A few days ago, an AI coding agent deleted an entire production database and all its backups in 9 seconds. When asked about it, the agent produced a detailed confession listing every safety rule it had violated. It knew the rules, it broke them anyway, and it admitted that.
Earlier this year another AI agent ran “terraform destroy” on a live production system and wiped 1.9 million rows of a database. And while doing this, the agent thought it was “helping” the user.
The current conversation around these mishaps are mostly about building better guardrails, better prompts, better tooling, better harnesses. I agree that these are necessary but in no way they are sufficient, at least for now, at least in the short to medium term. Let me explain why.
Firstly I’ll talk about what I have experienced myself: context degradation. When the context grows beyond a certain number of tokens (in my case it was around 500k tokens), Claude Code completely ignored and stopped following instructions written in claude.md. For the first few instructions, it followed them to the dot but when the context grew, it stopped prioritizing these instructions. The longer the conversation, the weaker the instruction adherence.
Secondly, judgment failures. In the case of the recent Pocket OS incident, the agent knew the rules, but it did not follow them. It explicitly stated in its confession that destructive commands require user approval and it chose to ignore that because it thought deleting the volume would fix a credential mismatch. This is a judgment failure and you cannot prompt your way out of a bad judgment.
Third, the combination of edge cases. There are so many variables in a production environment that it is practically impossible to anticipate every destructive path an agent might take. You can cover obvious ones: do not force push, do not delete databases. But what about the non-obvious ones? What an agent that decides to clean up unused resources and interprets your production database as unused.
So what is the answer? I think at least in the near to middle term the answer is humans. Humans as the harness. Not as a fall back but a deliberate architecture decision.
Think about it. We already do this in software engineering. We do not let engineers push code to production without a review. We do not deploy without approvals. We have change management boards for infrastructure changes. We built these processes because we learned that even experienced engineers make judgement errors under pressure. Why would we trust an AI agent with fewer guardrails?
The human harness is about having a verification layer for actions that are destructive or irreversible. Here is how this could work:
- Human approval required for any sensitive operation, delete, drop, destroy, force push. Just adding this to the system prompt won’t be enough, we will need a separate rule engine.
- Separation of read and write permissions. Let the agent read anything it needs but restrict write access to by default.
- Regular context resets. Do not let the agent run in a single session for hours with a growing context. Reset periodically so instructions adherence stays strong.
- Audit log of every agent decision not just what the agent did but why it did it. If something goes wrong you need to trace the reasoning.
Contrary to the point that most frontier labs are making about manual coding going away and AI agents doing all the coding, I think AI agents doing coding is fine, but AI agents making judgment calls about existing systems is not okay. At least until these limitations with context windows and identifying the edge cases are fixed reliably.
Just to be clear I am not saying AI agents are not ready for production. I am saying they are not ready to run unsupervised in production. At least not yet (April 2026).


**TASK TO COMPLETE:** Report every line in the listing that contains the string "this".

**INPUT MATERIAL:**
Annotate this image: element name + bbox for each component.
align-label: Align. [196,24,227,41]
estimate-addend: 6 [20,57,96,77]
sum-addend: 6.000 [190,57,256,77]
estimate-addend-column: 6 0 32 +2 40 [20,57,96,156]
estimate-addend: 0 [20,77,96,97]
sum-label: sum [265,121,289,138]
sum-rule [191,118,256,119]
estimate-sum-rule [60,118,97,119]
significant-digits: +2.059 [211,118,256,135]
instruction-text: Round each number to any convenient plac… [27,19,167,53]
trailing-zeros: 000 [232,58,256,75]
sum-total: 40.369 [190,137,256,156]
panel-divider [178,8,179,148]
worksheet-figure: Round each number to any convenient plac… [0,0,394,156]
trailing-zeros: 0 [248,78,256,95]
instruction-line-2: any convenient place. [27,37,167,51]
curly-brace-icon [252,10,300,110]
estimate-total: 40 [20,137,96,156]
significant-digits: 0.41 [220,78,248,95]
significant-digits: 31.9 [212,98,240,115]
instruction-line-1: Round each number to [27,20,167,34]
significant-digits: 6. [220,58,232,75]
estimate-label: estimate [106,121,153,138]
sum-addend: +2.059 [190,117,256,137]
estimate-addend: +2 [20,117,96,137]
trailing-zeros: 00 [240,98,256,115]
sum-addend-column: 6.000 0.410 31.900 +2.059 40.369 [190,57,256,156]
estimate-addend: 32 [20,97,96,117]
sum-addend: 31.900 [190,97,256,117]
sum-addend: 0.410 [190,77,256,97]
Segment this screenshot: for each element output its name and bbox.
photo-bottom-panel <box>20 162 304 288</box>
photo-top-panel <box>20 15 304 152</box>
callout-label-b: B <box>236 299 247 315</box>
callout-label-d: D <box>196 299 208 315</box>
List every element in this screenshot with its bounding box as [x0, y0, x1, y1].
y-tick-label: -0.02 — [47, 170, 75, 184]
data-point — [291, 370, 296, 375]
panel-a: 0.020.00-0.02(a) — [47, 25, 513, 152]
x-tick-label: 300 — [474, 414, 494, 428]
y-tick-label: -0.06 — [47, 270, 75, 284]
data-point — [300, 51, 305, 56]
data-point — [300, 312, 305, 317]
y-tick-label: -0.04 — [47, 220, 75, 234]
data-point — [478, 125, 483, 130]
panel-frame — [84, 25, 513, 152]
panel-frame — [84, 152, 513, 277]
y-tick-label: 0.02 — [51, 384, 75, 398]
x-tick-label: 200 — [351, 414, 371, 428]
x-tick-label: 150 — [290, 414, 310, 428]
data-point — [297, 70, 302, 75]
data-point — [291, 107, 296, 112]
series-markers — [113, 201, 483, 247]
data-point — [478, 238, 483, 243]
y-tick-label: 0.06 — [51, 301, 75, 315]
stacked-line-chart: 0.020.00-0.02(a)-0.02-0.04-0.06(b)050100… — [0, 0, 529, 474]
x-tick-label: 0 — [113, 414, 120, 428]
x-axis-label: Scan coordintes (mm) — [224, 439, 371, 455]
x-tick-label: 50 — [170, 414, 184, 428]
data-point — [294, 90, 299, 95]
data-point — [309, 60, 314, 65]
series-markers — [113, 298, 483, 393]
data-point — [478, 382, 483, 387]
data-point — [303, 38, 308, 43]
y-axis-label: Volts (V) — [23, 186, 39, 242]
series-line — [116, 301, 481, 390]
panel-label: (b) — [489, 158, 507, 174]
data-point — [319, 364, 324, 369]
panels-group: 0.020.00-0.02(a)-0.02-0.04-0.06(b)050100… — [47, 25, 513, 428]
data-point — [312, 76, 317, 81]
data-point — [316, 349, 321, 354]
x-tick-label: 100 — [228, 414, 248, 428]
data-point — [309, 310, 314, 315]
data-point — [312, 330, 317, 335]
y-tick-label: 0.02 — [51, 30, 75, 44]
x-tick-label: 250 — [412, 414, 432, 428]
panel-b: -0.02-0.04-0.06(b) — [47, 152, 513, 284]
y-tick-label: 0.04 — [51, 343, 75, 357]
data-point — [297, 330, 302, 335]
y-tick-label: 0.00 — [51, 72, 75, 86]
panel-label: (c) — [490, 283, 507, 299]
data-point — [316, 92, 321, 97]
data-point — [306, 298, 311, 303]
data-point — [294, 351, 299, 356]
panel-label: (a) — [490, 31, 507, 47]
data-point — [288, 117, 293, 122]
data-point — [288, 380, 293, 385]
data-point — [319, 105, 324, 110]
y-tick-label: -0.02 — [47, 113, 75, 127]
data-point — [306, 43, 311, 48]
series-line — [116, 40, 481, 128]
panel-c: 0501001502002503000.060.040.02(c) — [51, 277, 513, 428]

**SOLUTION:**
Annotate this image: element name + bbox for each component.
Segment this screenshot: for each element output its name and bbox.
List every element in this screenshot with its bounding box as [x0, y0, x1, y1].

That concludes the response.